2D membrane protein crystals can be grown in a lipid bilayer. Although 2D crystals usually produce lower resolution, they have the advantage that less protein is required and that the distinct conformations of the protein, such as open and closed state of an ion channel may be detected. Small size 2D-nanocrystals may be obtained in the presence of ligands, such as regulators of activity, and pharmaceutical agents. The obtained structures of such membrane proteins will provide an important framework for functional characterisation and for the identification of potential drug target sites

Capturing transition state intermediate structure

The presence of ligands in macromolecular crystals and their interactions with proteins and nucleic acids is often crucial to the understanding of a system. There is evidence that the inclusion of protein and ligand dynamics would greatly improve our ability to develop new drugs (Fuentes et al. 2011). We envisage this to be desirable for users both from academia and industry. High flux and ~5 MHz pulse rate of the XFEL, together with next-generation detectors, will allow the analysis of protein-substrate interactions over short (micro-second and shorter) reaction time scales. Some systems (for example those associated with photosynthesis) can be examined by laser activation of 'caged' ligands.
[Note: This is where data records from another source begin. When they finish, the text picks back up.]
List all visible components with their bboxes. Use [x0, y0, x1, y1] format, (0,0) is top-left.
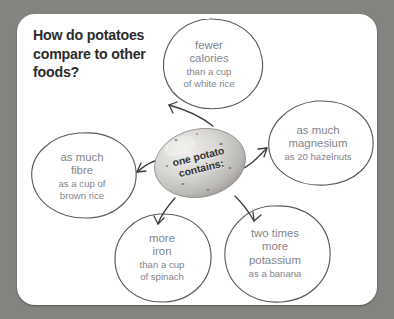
infographic-stage: How do potatoes compare to other foods? — [17, 14, 377, 305]
bubble-iron-headline-2: iron — [153, 245, 172, 258]
bubble-magnesium-headline-2: magnesium — [289, 137, 348, 150]
bubble-calories: fewer calories than a cup of white rice — [157, 18, 261, 110]
bubble-fibre-headline-2: fibre — [71, 164, 93, 177]
bubble-fibre-detail-2: brown rice — [60, 190, 104, 201]
bubble-fibre: as much fibre as a cup of brown rice — [29, 132, 135, 220]
bubble-potassium-headline-2: more — [262, 240, 288, 253]
bubble-iron-headline-1: more — [149, 232, 175, 245]
bubble-potassium-headline-1: two times — [251, 227, 299, 240]
bubble-calories-headline-1: fewer — [195, 39, 223, 52]
bubble-iron-detail-2: of spinach — [140, 271, 184, 282]
potato-illustration — [150, 122, 250, 204]
bubble-iron-detail-1: than a cup — [140, 259, 185, 270]
bubble-magnesium: as much magnesium as 20 hazelnuts — [261, 100, 375, 186]
bubble-fibre-detail-1: as a cup of — [59, 178, 106, 189]
infographic-card: How do potatoes compare to other foods? — [17, 14, 377, 305]
bubble-magnesium-headline-1: as much — [296, 124, 339, 137]
bubble-calories-detail-2: of white rice — [183, 78, 234, 89]
bubble-potassium-headline-3: potassium — [249, 254, 301, 267]
bubble-magnesium-detail-1: as 20 hazelnuts — [284, 151, 351, 162]
bubble-iron: more iron than a cup of spinach — [113, 212, 211, 302]
bubble-calories-detail-1: than a cup — [187, 66, 232, 77]
potato-image: one potato contains: — [150, 122, 250, 204]
bubble-fibre-headline-1: as much — [60, 151, 103, 164]
bubble-calories-headline-2: calories — [189, 52, 228, 65]
bubble-potassium-detail-1: as a banana — [249, 268, 302, 279]
arrow-head-fibre — [137, 163, 146, 172]
bubble-potassium: two times more potassium as a banana — [221, 204, 329, 302]
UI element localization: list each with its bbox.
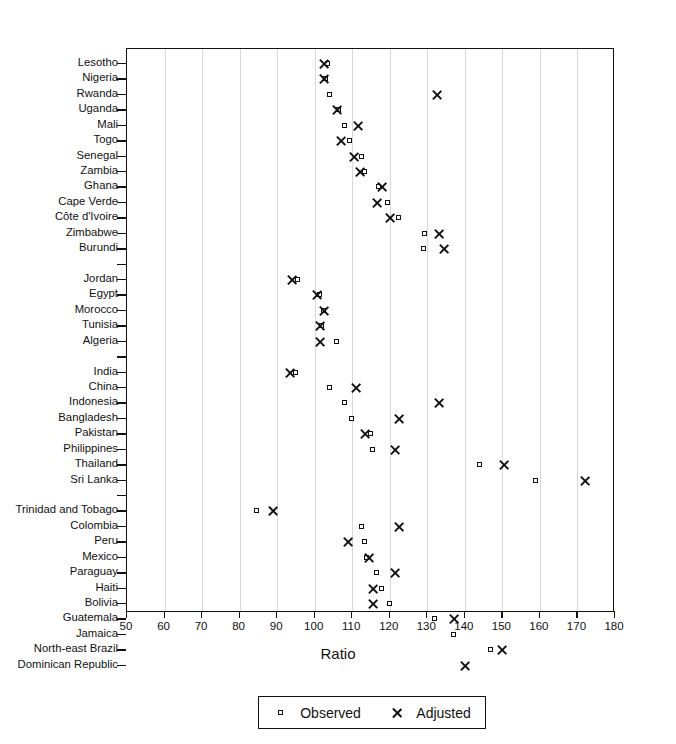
y-tick xyxy=(117,495,126,496)
adjusted-marker xyxy=(334,134,348,148)
observed-marker xyxy=(533,478,538,483)
x-tick xyxy=(126,611,127,618)
observed-marker xyxy=(254,508,259,513)
y-tick xyxy=(117,402,126,403)
legend-label-adjusted: Adjusted xyxy=(416,705,470,721)
x-tick-label: 90 xyxy=(256,620,296,632)
adjusted-marker xyxy=(366,597,380,611)
observed-marker xyxy=(342,400,347,405)
y-tick xyxy=(117,233,126,234)
y-axis-label: Guatemala xyxy=(0,611,118,623)
y-axis-label: Colombia xyxy=(0,519,118,531)
x-tick-label: 60 xyxy=(144,620,184,632)
observed-marker xyxy=(385,200,390,205)
y-tick xyxy=(117,510,126,511)
y-axis-label: Bolivia xyxy=(0,596,118,608)
y-tick xyxy=(117,418,126,419)
x-axis-line xyxy=(126,611,614,612)
y-axis-label: Thailand xyxy=(0,457,118,469)
x-tick xyxy=(464,611,465,618)
adjusted-marker xyxy=(375,180,389,194)
adjusted-marker xyxy=(388,566,402,580)
gridline xyxy=(465,49,466,612)
x-tick xyxy=(201,611,202,618)
observed-square-icon xyxy=(273,705,289,721)
x-tick-label: 130 xyxy=(406,620,446,632)
y-tick xyxy=(117,372,126,373)
y-axis-label: Jordan xyxy=(0,272,118,284)
x-tick xyxy=(576,611,577,618)
y-tick xyxy=(117,356,126,357)
observed-marker xyxy=(347,138,352,143)
y-tick xyxy=(117,588,126,589)
x-tick-label: 180 xyxy=(594,620,634,632)
x-tick-label: 160 xyxy=(519,620,559,632)
adjusted-marker xyxy=(366,582,380,596)
y-axis-label: Algeria xyxy=(0,334,118,346)
adjusted-marker xyxy=(358,427,372,441)
y-axis-label: India xyxy=(0,365,118,377)
x-tick xyxy=(164,611,165,618)
y-axis-label: Indonesia xyxy=(0,395,118,407)
gridline xyxy=(390,49,391,612)
x-tick xyxy=(351,611,352,618)
observed-marker xyxy=(362,539,367,544)
legend-label-observed: Observed xyxy=(300,705,361,721)
y-tick xyxy=(117,125,126,126)
x-tick-label: 170 xyxy=(556,620,596,632)
adjusted-marker xyxy=(285,273,299,287)
adjusted-marker xyxy=(392,520,406,534)
x-tick xyxy=(389,611,390,618)
adjusted-marker xyxy=(313,335,327,349)
observed-marker xyxy=(327,385,332,390)
x-tick-label: 80 xyxy=(219,620,259,632)
y-tick xyxy=(117,279,126,280)
legend-item-adjusted: Adjusted xyxy=(389,705,470,721)
y-tick xyxy=(117,310,126,311)
x-tick xyxy=(239,611,240,618)
adjusted-marker xyxy=(432,227,446,241)
adjusted-marker xyxy=(392,412,406,426)
x-tick xyxy=(539,611,540,618)
observed-marker xyxy=(421,246,426,251)
x-tick xyxy=(426,611,427,618)
y-tick xyxy=(117,217,126,218)
observed-marker xyxy=(387,601,392,606)
y-axis-label: Rwanda xyxy=(0,87,118,99)
y-axis-label: Trinidad and Tobago xyxy=(0,503,118,515)
y-tick xyxy=(117,480,126,481)
adjusted-marker xyxy=(388,443,402,457)
adjusted-marker xyxy=(349,381,363,395)
y-tick xyxy=(117,449,126,450)
y-tick xyxy=(117,526,126,527)
y-tick xyxy=(117,572,126,573)
y-axis-label: Cape Verde xyxy=(0,195,118,207)
y-tick xyxy=(117,109,126,110)
y-axis-label: Uganda xyxy=(0,102,118,114)
x-tick-label: 110 xyxy=(331,620,371,632)
x-tick xyxy=(276,611,277,618)
adjusted-marker xyxy=(347,150,361,164)
y-axis-label: Peru xyxy=(0,534,118,546)
observed-marker xyxy=(451,632,456,637)
adjusted-marker xyxy=(317,57,331,71)
observed-marker xyxy=(327,92,332,97)
gridline xyxy=(577,49,578,612)
x-axis-title: Ratio xyxy=(0,645,676,662)
y-axis-label: Côte d'Ivoire xyxy=(0,210,118,222)
gridline xyxy=(352,49,353,612)
gridline xyxy=(427,49,428,612)
x-tick-label: 70 xyxy=(181,620,221,632)
adjusted-marker xyxy=(362,551,376,565)
y-axis-label: Zimbabwe xyxy=(0,226,118,238)
chart-root: LesothoNigeriaRwandaUgandaMaliTogoSenega… xyxy=(0,0,676,744)
x-tick xyxy=(501,611,502,618)
observed-marker xyxy=(422,231,427,236)
y-tick xyxy=(117,171,126,172)
y-tick xyxy=(117,186,126,187)
y-tick xyxy=(117,387,126,388)
adjusted-marker xyxy=(283,366,297,380)
y-tick xyxy=(117,603,126,604)
observed-marker xyxy=(334,339,339,344)
legend-item-observed: Observed xyxy=(273,705,361,721)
All enzymatic reactions involve the diffusion and interaction of reactants with each other, which is a handicap in time-resolved studies on diffusion-limited reactions. One possibility for lowering diffusion barriers is to significantly reduce the crystal size. With very small crystals, the vast majority of solution kinetic techniques and methodologies will become available, including rapid mixing (e.g. stopped-flow experiments). This brings an entirely new range of biological systems within the scope of detailed time-resolved structural studies. Ultrafast kinetic studies will require a UV-VIS-Near IR and MID-IR pump-probe laser to measure transient absorption and associated 2D/3D IR femtosecond spectroscopy. Any effort in this will require the development of microfluidic devices.

Thus, the main tasks are the preparation and/or suitable storage of samples prior to the experiment, the timely activation of the system and the delivery of the activated complex to interact with the FEL pulses providing high time-resolution snapshots. Suitable "pulse request" modes would provide the appropriate FEL radiation at the appropriate time point.